I nuzzled a hoof into his cap, mussing up his mane. “Don’t you be playin’ games now, boy.”

He batted at my hoof and squirmed out of reach. “Okay, okay! I get it. I’m on the job!” With a flutter of his wings, he zoomed back to the window and hoisted himself up on the sill.

“Oh, and Blinks?” I said.

He braked to a halt, half of him already through the window. “Yeah, AJ?”

“Don’t be flashing that cash to anypony, you hear? Keep it out of sight and out of mind.”

His brow furrowed in understanding. It was the most serious I’d seen him. Then his grin came back. “Yeah, yeah. I got it, Mom. I’ll be fine.” And with a scuffling of hooves and a loose feather, he flew the nest.

I shut the window again. The thing was certainly getting a workout this morning. I turned to Oak.

He raised a brow. “Your own private army, huh?”

I shrugged. “Nah. Just some kids who always appreciate a few extra bits.”

“You don’t worry about them? You were shot at.”

“Don’t remind me. Blinks’ll be fine. He and his friends do their best work in plain sight.”

“If you say so.” He stood like a jay perched on a shivering branch. “You didn’t mention I was your client.”

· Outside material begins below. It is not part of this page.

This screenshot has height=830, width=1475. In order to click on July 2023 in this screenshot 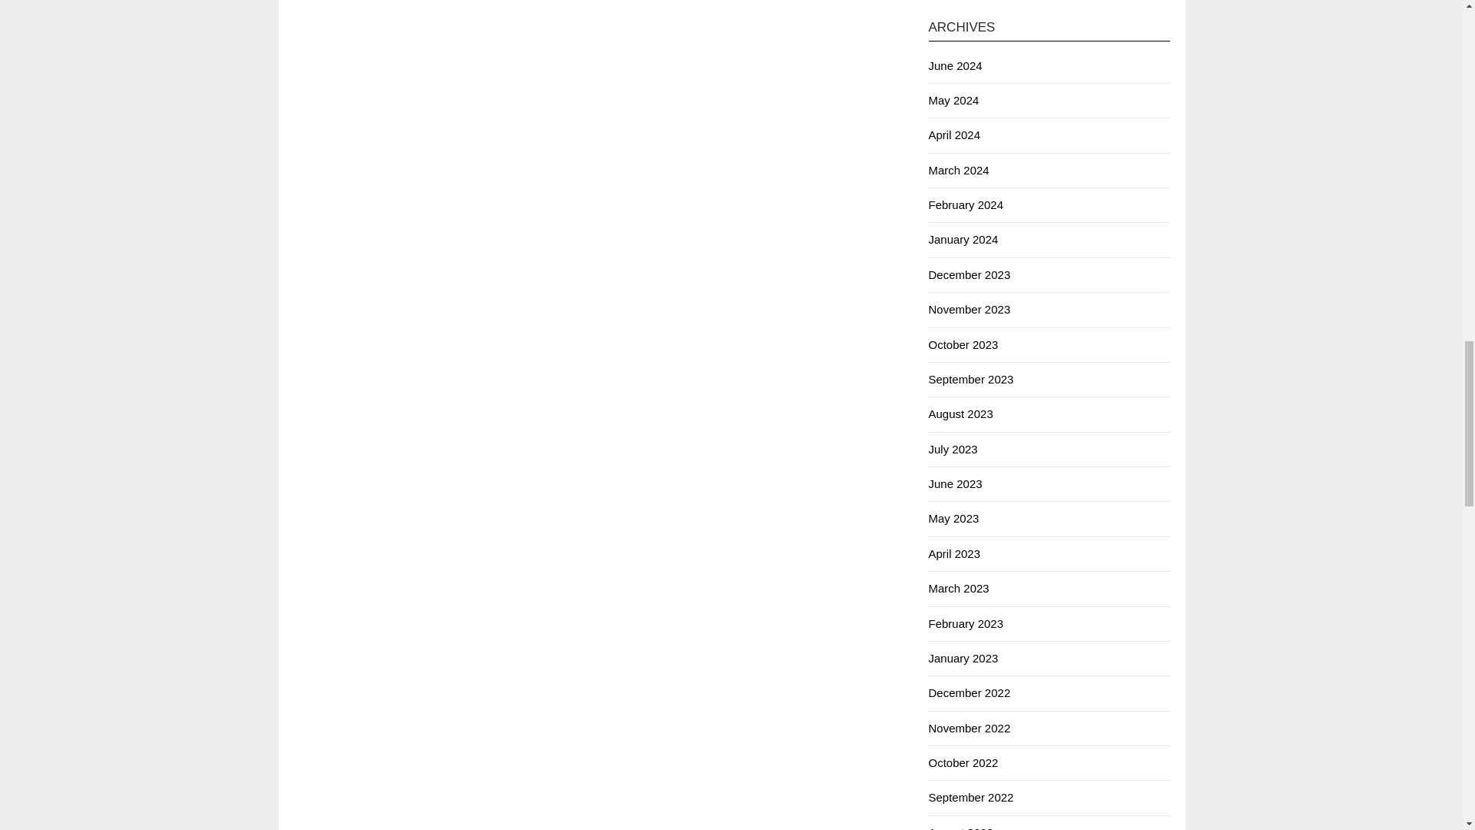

“Well, you are my client, Mr. Oak. Privacy’s part of the contract. Now, if it’s alright with you, I’m going to have to charge those extra bits as an expense. Sorry to spring that on you.”

“No. No, it’s fine.” He chuckled, once and quick. “‘Additional investigative fees,’ was it?”

“Good to know we’re on the same page.” I picked the bag of bits up and went and stowed it in the safe again. I snatched up the spyglass and stowed that in my coat. “Now, what are you going to do?”

“I… I guess it’s back to the hotel for me. I’ll… just have to have faith in you.” He looked at me evenly, a slight smile on his lips.

I tossed my hat onto my head, pulled the brim into its proper place. “Lucky you came to me, huh? Now, come on. I’ve got to lock up.”